Sunday, July 13, 2008

The Game - Neil Strauss

Every once in a while you come across a book, or a movie, or some other vastly influencing phenomenon, which shakes up your belief system and your outlook towards world, people and life. At times, in fact, the only kind of things which achieve that and you hear about, are spiritual in nature. But here I present a book as far away from spirituality as possible. It talks about manipulation of others, faking our identity and a lot of sex. Yes, ladies and gentlemen, I present to you a book which gave me an insight into a world so vastly different from which I live in, so exciting and “happening” than my own boring life that I am tempted, like the author, to give up my day job and dive into it.

The sub-title, “Penetrating the secret society of pick-up artists” and the silhouettes of women on the title pretty much give away the theme. And while ability to charm a woman that one wants, anytime, any day, is a fantasy that all guys would have, I detest self-help books and was in no mood for any kind of pedagogy on how to improve my personality so girls would flock around me. However, the book is not about what a lot of people might believe it to be: a lesson on how to pick up girls. It is in fact an expose of the whole underground pick-up community.

Neil Strauss is given an assignment to write a proper book on the lines of a crude How-To-Lay-Girls-Guide. From that point he plunges into the pick-up cult, with the instinct of an author and the desperation of a single horny long-time-no-sex guy. Within two years, Style, Neil’s pickup alias, becomes the best pick-up artist there is.

But then, Neil, or Style if you prefer, had a mission and a job. He did not see pick-up as a be-all-end-all of his life. So he could draw lines and have control over his life unlike a lot of other people he met. And by drawing these lines he gives us a view into the pick-up society like an undercover journalist. True, Neil had become Style, but the Neil was never killed. In fact, Neil was the one who was really in control all the time. And it is Neil who wrote this fantastic book.

The book is extremely candid in its portrayal of everyone and everything. Being regarded as the best, and as someone who people actually looked up to in the community probably made it easier for Neil Strauss. But the credit for that too goes to the author. And the book traces the whole journey of Style from being a babe-repeller nerd to a master-Pick-up-Artist (mPUA) to being in love. The book talks about various characters that the author interacted with in this two year span from Tom Cruise and Britney Spears to other mPUAs and his students in The Game. It gives away the techniques used to pick-up girls, it gives the pickup lingo, it gives away the politicking in the community as it grew hundred-fold and it gives the hollowness that eventually hit Style in his quest for gaining the ability to lay girls at will. Neil Strauss writes about what is going on in his head at every single juncture. That makes a fantastically truthful autobiography for the reader.

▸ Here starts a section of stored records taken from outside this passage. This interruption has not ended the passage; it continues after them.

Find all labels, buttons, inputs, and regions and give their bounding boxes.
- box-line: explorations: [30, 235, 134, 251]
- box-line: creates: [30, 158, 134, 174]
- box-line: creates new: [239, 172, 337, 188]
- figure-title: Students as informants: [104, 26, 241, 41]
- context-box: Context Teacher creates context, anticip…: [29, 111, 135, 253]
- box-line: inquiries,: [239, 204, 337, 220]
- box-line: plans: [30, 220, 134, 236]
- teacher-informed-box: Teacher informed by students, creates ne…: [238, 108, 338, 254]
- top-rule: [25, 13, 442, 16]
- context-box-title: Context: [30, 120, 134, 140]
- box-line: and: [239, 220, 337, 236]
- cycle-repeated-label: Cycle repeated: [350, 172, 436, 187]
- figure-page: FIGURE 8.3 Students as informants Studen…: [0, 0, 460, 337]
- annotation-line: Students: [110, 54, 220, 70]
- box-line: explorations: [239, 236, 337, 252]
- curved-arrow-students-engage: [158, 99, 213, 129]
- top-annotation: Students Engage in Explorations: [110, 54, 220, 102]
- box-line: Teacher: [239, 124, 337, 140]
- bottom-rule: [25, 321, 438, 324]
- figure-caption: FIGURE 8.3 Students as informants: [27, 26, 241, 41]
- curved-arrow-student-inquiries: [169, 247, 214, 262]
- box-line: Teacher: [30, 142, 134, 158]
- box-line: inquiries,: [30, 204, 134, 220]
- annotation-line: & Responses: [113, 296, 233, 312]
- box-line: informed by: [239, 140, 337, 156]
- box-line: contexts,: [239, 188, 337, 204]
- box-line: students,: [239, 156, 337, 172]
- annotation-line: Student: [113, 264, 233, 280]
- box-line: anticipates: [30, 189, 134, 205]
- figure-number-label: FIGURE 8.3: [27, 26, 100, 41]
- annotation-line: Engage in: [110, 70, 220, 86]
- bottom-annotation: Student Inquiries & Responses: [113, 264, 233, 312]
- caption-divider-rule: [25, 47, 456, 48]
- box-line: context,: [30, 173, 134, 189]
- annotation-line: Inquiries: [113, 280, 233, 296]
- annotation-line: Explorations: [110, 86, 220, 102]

The book is written amazingly. The colloquial nature of the book makes it even more appealing. The writer draws on some well placed quotes, his own high school poetry and the posts of the pick-up community members in their online chat-room. All of it is packaged brilliantly. At no point does the book become pedantic, or resentful or boring. This is how books ought to be written.

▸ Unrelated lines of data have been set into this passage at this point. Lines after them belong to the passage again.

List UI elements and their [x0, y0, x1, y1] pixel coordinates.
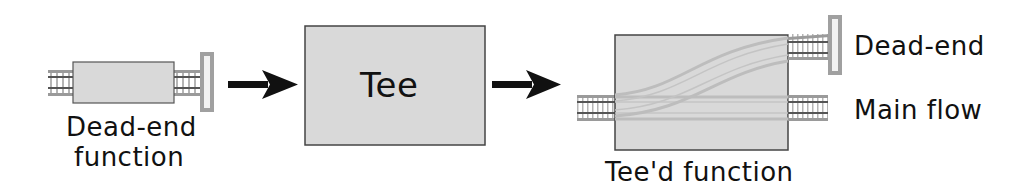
- branch-label-main-flow: Main flow: [854, 95, 982, 125]
- branching-track-icon: [577, 15, 842, 150]
- arrow-right-icon: [492, 70, 561, 99]
- teed-function-caption: Tee'd function: [605, 157, 794, 187]
- branch-label-dead-end: Dead-end: [854, 31, 985, 61]
- dead-end-caption-line1: Dead-end: [66, 112, 197, 142]
- dead-end-caption-line2: function: [74, 142, 184, 172]
- dead-end-track-icon: [48, 52, 214, 112]
- arrow-right-icon: [228, 70, 298, 99]
- tee-box-label: Tee: [360, 65, 418, 105]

When I finished the book, the first thing I did was I googled some of the names in the book: Mystery, Tyler Durden, Ross Jefferies… and hell they all are for real. I ran into a gazillion pick-up sites. Looks like the whole pick-up thing is commoditized and commercialized beyond repair. That is what Neil himself realized and got out of the game.
In the end you learn a valuable lesson as a reader. Sure guys are sex-maniacs. And so what if such under-ground communities for pick-up training exist, they are really just fulfilling a market demand. The bottom line is how you present yourself that will make people, and girls, like you. You have to internalize a lot of things, because fake simply doesn’t work. That is a one page advice that you will find spread across the first half of the book. The rest of the book is simply about how messed up life can get if you take these things too seriously. Go ahead, read this book. It will teach as much about the contemporary life as a spiritual scripture might.